◆ **Exercise instructions**
Transcribe the full listing exactly, and drop every picture.

◆ **Dataset records**
___

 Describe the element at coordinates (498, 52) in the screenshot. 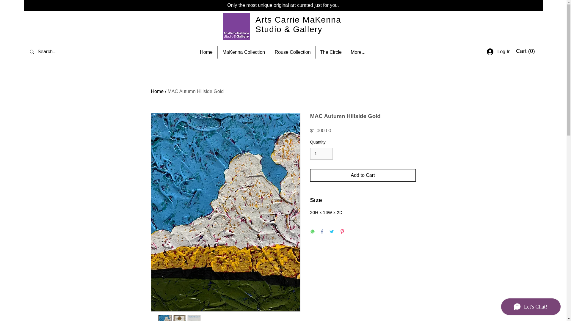

I see `Log In` at that location.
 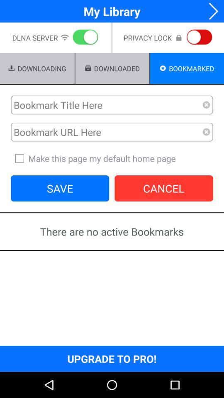 I want to click on remove bookmark, so click(x=206, y=132).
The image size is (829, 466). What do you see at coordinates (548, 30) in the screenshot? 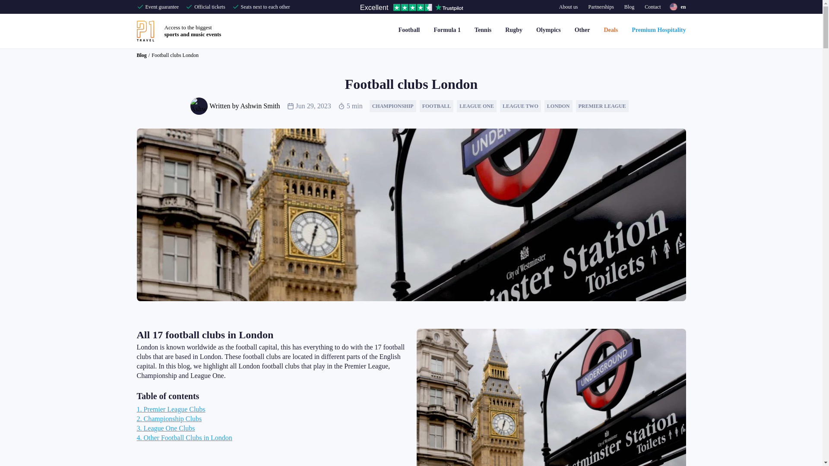
I see `Other` at bounding box center [548, 30].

___

◆ **Task result**
 Describe the element at coordinates (498, 52) in the screenshot. 

I see `Log In` at that location.
  I want to click on remove bookmark, so click(x=206, y=132).
The image size is (829, 466). What do you see at coordinates (548, 30) in the screenshot? 
I see `Other` at bounding box center [548, 30].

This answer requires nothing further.